So much has happened since the general election that it is hard to press events into a meaningful pattern. The first coalition since the second world war, the deepest cuts since the 1970s, our military’s budget slashed, and the extraordinary (if predictable) crisis in the eurozone. The coalition has begun with remarkable energy and purpose. But where is the government going right? And where wrong? The end of the year is a good time to take stock.
The coalition’s success so far has lain in its ability to marry Conservative economic liberalism with Lib Dem democratic radicalism. Its agenda, the coalition agreement, was inspired as much by the vision of Tory localists, such as Douglas Carswell and Daniel Hannan, as by the Lib Dems’ Orange Book. This explains why, to the bafflement of the BBC, the government has so far enjoyed popular support.
But writing four-page political accords is easier than altering the nature of the British state. The real question is how the coalition has measured up against its own stated goals.
In most areas, the ledger is positive. The deficit is being brought under control. George Osborne, whom we interview on page 26, could have expected to be the most hated man in Britain by now. Instead, he finds that Nick Clegg has claimed that honour. Clegg owed his brief flowering in popularity during the election to rather pious rhetoric about ending the culture of false promises. He will take no pleasure in commentators using words such as ‘courage’, ‘maturity’ and ‘leadership’ to describe his behaviour over tuition fees: what they mean is that he has broken his word.
He is not alone, however, in doing that. Outside Heathrow airport, there is still a tattered Tory poster denouncing Gordon Brown for letting out 80,000 prisoners early. Conservatives should feel a pang of shame when they drive past it: after promising to ‘increase prison capacity’, they have decided to shut down up to ten prisons. Both coalition partners have betrayed their promises.
Encouragingly, the coalition has started to disempower the political class. Parents will be allowed to choose where their children go to school, providing Michael Gove is given the support he needs. Communities will be free to decide what kind of policing they want, if the reforms are seen through. Eric Pickles is trampling on quango after quango, although new ones creep up. And Iain Duncan Smith’s agenda will shift millions from the squalor of dependency into productive lives, albeit over a timeframe of ten years.
When it comes to constitutional reform, the record is less impressive. Several inspiring commitments have been watered down, shelved or bungled. For example, the Conservatives promised to cut the number of MPs by 10 per cent. The Lib Dems made the even more attractive pledge of a 20 per cent cut. The compromise between these two figures? A 5 per cent reduction with no commensurate cut in the ministerial payroll.
Both parties promised a recall mechanism, whereby unpopular MPs might face a by-election. But instead of allowing recall to be triggered by local demand, the coalition has placed the process in the hands of a House of Commons committee, which effectively gives a small group of MPs power to remove any of their colleagues from parliament. It is a disheartening fudge. The plan to select MPs with open primaries, which was in the coalition agreement, would have strengthened the legislature vis-à-vis the executive, but the commitment appears to have been quietly dropped.
Referendums are a splendid device. But why are we having a referendum on the alternative vote, which neither of the two coalition parties included in its manifesto, while being denied a referendum on the European Union, which all three parties recently promised? It is in their obsequious approach to Brussels that David Cameron and, in particular, William Hague have been most disappointing. Since the general election, they have shown an even greater hunger for European integration than the previous government, approving a new EU diplomatic corps, agreeing to Brussels supervision of the City of London, extending EU control in the field of criminal justice and accepting a higher EU budget. They opted in to the Irish bailout on the same terms as euro members — though it is now clear that that bailout was designed to rescue the euro, not Ireland.
The coalition’s Euro-enthusiasm contradicts the devolution which it preaches domestically. While scrapping quangos at home, it is strengthening the biggest quango of all, namely the European Commission. While decentralising power in Britain, it is centralising power in Brussels. While cutting spending, it is increasing its contributions to the EU budget.
Happily, there is a way for the coalition and the country to alter course. The Lib Dems fought the last election promising that any new EU treaty would be put to a referendum. When he dropped his commitment to a referendum on the Lisbon Treaty, David Cameron made the same pledge. Now, Angela Merkel has offered an opportunity to make good on that commitment: she needs a new treaty to be implemented in all member states within three years. Instead of looking for a way to wriggle out of their promises, the two coalition parties should hold the referendum they pledged and let the people decide.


Prompt → The records that follow should be copied out exactly, pictures excluded.

------ The data ------

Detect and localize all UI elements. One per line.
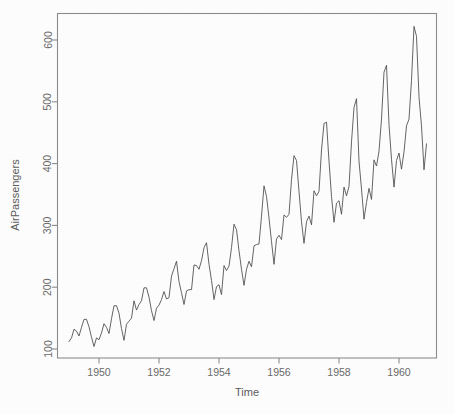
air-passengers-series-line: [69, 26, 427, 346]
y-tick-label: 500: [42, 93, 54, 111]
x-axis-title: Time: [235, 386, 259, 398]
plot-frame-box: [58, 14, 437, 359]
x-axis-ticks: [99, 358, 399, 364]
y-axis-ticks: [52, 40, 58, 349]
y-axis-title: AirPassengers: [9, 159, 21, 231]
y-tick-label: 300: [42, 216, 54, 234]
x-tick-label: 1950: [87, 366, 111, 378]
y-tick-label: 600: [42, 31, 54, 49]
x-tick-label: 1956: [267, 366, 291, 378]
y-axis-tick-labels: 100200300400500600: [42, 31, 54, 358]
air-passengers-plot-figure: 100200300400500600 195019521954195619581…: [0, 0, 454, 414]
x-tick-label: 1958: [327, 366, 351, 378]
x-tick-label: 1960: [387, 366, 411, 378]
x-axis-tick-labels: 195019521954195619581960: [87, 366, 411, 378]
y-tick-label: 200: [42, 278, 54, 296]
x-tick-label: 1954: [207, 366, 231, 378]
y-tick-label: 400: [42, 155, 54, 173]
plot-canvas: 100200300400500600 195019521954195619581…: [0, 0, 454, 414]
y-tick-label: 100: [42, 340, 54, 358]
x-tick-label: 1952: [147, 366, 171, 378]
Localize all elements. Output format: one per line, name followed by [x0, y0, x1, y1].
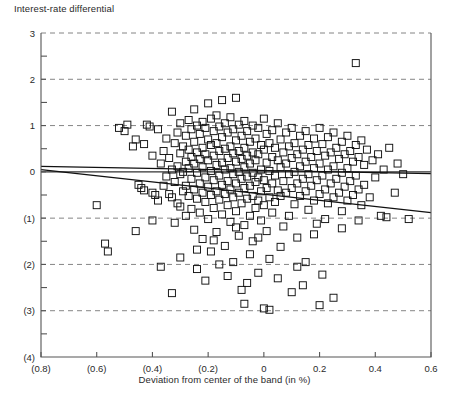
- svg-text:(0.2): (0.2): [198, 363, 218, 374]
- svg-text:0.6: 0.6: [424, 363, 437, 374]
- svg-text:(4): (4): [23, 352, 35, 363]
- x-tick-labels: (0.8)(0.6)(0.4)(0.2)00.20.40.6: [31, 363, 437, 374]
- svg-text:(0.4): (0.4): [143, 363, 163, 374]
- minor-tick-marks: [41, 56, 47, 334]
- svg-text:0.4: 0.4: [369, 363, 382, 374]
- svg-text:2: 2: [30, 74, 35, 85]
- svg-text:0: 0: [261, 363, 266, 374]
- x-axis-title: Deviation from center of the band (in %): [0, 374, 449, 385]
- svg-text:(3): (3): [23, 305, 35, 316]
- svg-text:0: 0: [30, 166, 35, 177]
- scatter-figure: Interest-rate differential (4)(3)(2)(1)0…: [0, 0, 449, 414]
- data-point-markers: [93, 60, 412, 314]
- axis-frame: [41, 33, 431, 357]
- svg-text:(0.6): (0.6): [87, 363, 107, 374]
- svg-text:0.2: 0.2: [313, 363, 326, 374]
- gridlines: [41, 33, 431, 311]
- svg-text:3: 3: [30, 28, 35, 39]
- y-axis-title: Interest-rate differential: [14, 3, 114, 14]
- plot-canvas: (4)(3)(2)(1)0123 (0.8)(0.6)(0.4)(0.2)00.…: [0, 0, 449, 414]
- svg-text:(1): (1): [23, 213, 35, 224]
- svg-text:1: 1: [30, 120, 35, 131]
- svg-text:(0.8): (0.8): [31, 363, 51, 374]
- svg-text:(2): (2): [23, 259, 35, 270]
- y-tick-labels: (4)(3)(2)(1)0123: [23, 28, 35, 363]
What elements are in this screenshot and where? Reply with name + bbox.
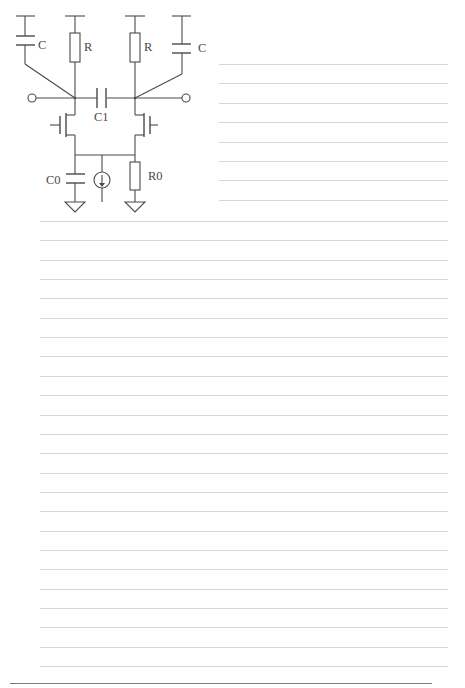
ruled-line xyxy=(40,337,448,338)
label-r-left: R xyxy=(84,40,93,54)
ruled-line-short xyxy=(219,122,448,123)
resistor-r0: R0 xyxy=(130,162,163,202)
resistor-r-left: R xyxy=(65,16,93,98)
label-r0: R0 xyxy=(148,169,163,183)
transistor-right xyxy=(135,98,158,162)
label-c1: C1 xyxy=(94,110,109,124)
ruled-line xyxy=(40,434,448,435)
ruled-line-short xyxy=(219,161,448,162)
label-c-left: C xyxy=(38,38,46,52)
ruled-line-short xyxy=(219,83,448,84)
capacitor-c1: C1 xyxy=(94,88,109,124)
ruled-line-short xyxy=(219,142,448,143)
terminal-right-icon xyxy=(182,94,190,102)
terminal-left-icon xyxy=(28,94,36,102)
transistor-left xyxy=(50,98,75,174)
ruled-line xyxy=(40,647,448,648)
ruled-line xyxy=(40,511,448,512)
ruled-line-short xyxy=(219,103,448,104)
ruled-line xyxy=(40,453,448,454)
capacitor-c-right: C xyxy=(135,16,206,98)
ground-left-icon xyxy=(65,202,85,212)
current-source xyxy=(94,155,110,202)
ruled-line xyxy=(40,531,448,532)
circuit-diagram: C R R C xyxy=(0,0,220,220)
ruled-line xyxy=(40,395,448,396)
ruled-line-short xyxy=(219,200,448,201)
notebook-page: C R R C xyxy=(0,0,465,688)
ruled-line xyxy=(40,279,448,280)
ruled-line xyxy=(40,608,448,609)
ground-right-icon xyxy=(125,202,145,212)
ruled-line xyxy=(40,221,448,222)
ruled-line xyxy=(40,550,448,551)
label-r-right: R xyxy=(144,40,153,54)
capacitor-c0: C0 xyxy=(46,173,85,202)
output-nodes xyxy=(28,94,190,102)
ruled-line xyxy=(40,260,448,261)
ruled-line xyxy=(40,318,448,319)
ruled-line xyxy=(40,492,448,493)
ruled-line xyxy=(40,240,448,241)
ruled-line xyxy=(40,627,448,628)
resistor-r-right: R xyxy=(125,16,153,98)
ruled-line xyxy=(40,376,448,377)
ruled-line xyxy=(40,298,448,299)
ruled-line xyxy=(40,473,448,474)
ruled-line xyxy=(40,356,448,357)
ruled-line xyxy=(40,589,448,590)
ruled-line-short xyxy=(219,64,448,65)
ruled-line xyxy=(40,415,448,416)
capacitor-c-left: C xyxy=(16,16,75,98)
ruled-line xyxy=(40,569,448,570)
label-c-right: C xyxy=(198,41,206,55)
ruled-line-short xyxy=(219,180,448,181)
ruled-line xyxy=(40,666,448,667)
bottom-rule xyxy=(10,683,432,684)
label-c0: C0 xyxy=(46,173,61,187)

------

Your response →
Detect and localize all UI elements. One per line.
air-passengers-series-line: [69, 26, 427, 346]
y-tick-label: 500: [42, 93, 54, 111]
x-axis-title: Time: [235, 386, 259, 398]
plot-frame-box: [58, 14, 437, 359]
x-axis-ticks: [99, 358, 399, 364]
y-axis-ticks: [52, 40, 58, 349]
y-axis-title: AirPassengers: [9, 159, 21, 231]
y-tick-label: 300: [42, 216, 54, 234]
x-tick-label: 1950: [87, 366, 111, 378]
y-tick-label: 600: [42, 31, 54, 49]
x-tick-label: 1956: [267, 366, 291, 378]
y-axis-tick-labels: 100200300400500600: [42, 31, 54, 358]
air-passengers-plot-figure: 100200300400500600 195019521954195619581…: [0, 0, 454, 414]
x-tick-label: 1958: [327, 366, 351, 378]
x-tick-label: 1960: [387, 366, 411, 378]
x-axis-tick-labels: 195019521954195619581960: [87, 366, 411, 378]
y-tick-label: 200: [42, 278, 54, 296]
x-tick-label: 1954: [207, 366, 231, 378]
y-tick-label: 400: [42, 155, 54, 173]
plot-canvas: 100200300400500600 195019521954195619581…: [0, 0, 454, 414]
y-tick-label: 100: [42, 340, 54, 358]
x-tick-label: 1952: [147, 366, 171, 378]
Localize all elements. Output format: one per line, name followed by [x0, y0, x1, y1].
- svg-text:(0.2): (0.2): [198, 363, 218, 374]
- svg-text:0.6: 0.6: [424, 363, 437, 374]
- svg-text:(4): (4): [23, 352, 35, 363]
- x-tick-labels: (0.8)(0.6)(0.4)(0.2)00.20.40.6: [31, 363, 437, 374]
- svg-text:(0.4): (0.4): [143, 363, 163, 374]
- minor-tick-marks: [41, 56, 47, 334]
- svg-text:0.4: 0.4: [369, 363, 382, 374]
- svg-text:2: 2: [30, 74, 35, 85]
- svg-text:0: 0: [261, 363, 266, 374]
- x-axis-title: Deviation from center of the band (in %): [0, 374, 449, 385]
- svg-text:(3): (3): [23, 305, 35, 316]
- svg-text:0: 0: [30, 166, 35, 177]
- scatter-figure: Interest-rate differential (4)(3)(2)(1)0…: [0, 0, 449, 414]
- data-point-markers: [93, 60, 412, 314]
- axis-frame: [41, 33, 431, 357]
- svg-text:(0.6): (0.6): [87, 363, 107, 374]
- svg-text:0.2: 0.2: [313, 363, 326, 374]
- gridlines: [41, 33, 431, 311]
- svg-text:3: 3: [30, 28, 35, 39]
- y-axis-title: Interest-rate differential: [14, 3, 114, 14]
- plot-canvas: (4)(3)(2)(1)0123 (0.8)(0.6)(0.4)(0.2)00.…: [0, 0, 449, 414]
- svg-text:(1): (1): [23, 213, 35, 224]
- svg-text:1: 1: [30, 120, 35, 131]
- svg-text:(0.8): (0.8): [31, 363, 51, 374]
- svg-text:(2): (2): [23, 259, 35, 270]
- y-tick-labels: (4)(3)(2)(1)0123: [23, 28, 35, 363]
What elements are in this screenshot and where? Reply with name + bbox.
ruled-line xyxy=(40,337,448,338)
label-r-left: R xyxy=(84,40,93,54)
ruled-line-short xyxy=(219,122,448,123)
resistor-r0: R0 xyxy=(130,162,163,202)
resistor-r-left: R xyxy=(65,16,93,98)
label-r0: R0 xyxy=(148,169,163,183)
transistor-right xyxy=(135,98,158,162)
label-c1: C1 xyxy=(94,110,109,124)
ruled-line xyxy=(40,434,448,435)
ruled-line-short xyxy=(219,161,448,162)
label-c-left: C xyxy=(38,38,46,52)
ruled-line-short xyxy=(219,83,448,84)
capacitor-c1: C1 xyxy=(94,88,109,124)
ruled-line-short xyxy=(219,142,448,143)
terminal-right-icon xyxy=(182,94,190,102)
terminal-left-icon xyxy=(28,94,36,102)
transistor-left xyxy=(50,98,75,174)
ruled-line xyxy=(40,647,448,648)
ruled-line xyxy=(40,511,448,512)
ruled-line-short xyxy=(219,103,448,104)
ruled-line xyxy=(40,453,448,454)
capacitor-c-right: C xyxy=(135,16,206,98)
ground-left-icon xyxy=(65,202,85,212)
current-source xyxy=(94,155,110,202)
ruled-line xyxy=(40,531,448,532)
circuit-diagram: C R R C xyxy=(0,0,220,220)
ruled-line xyxy=(40,395,448,396)
ruled-line-short xyxy=(219,200,448,201)
notebook-page: C R R C xyxy=(0,0,465,688)
ruled-line xyxy=(40,279,448,280)
ruled-line xyxy=(40,608,448,609)
ground-right-icon xyxy=(125,202,145,212)
ruled-line xyxy=(40,221,448,222)
ruled-line xyxy=(40,550,448,551)
label-r-right: R xyxy=(144,40,153,54)
capacitor-c0: C0 xyxy=(46,173,85,202)
output-nodes xyxy=(28,94,190,102)
ruled-line xyxy=(40,260,448,261)
ruled-line xyxy=(40,318,448,319)
ruled-line xyxy=(40,492,448,493)
ruled-line xyxy=(40,240,448,241)
ruled-line xyxy=(40,627,448,628)
resistor-r-right: R xyxy=(125,16,153,98)
ruled-line xyxy=(40,376,448,377)
ruled-line xyxy=(40,298,448,299)
ruled-line xyxy=(40,473,448,474)
ruled-line xyxy=(40,356,448,357)
ruled-line xyxy=(40,589,448,590)
ruled-line-short xyxy=(219,64,448,65)
ruled-line xyxy=(40,415,448,416)
capacitor-c-left: C xyxy=(16,16,75,98)
ruled-line xyxy=(40,569,448,570)
label-c-right: C xyxy=(198,41,206,55)
ruled-line-short xyxy=(219,180,448,181)
ruled-line xyxy=(40,666,448,667)
bottom-rule xyxy=(10,683,432,684)
label-c0: C0 xyxy=(46,173,61,187)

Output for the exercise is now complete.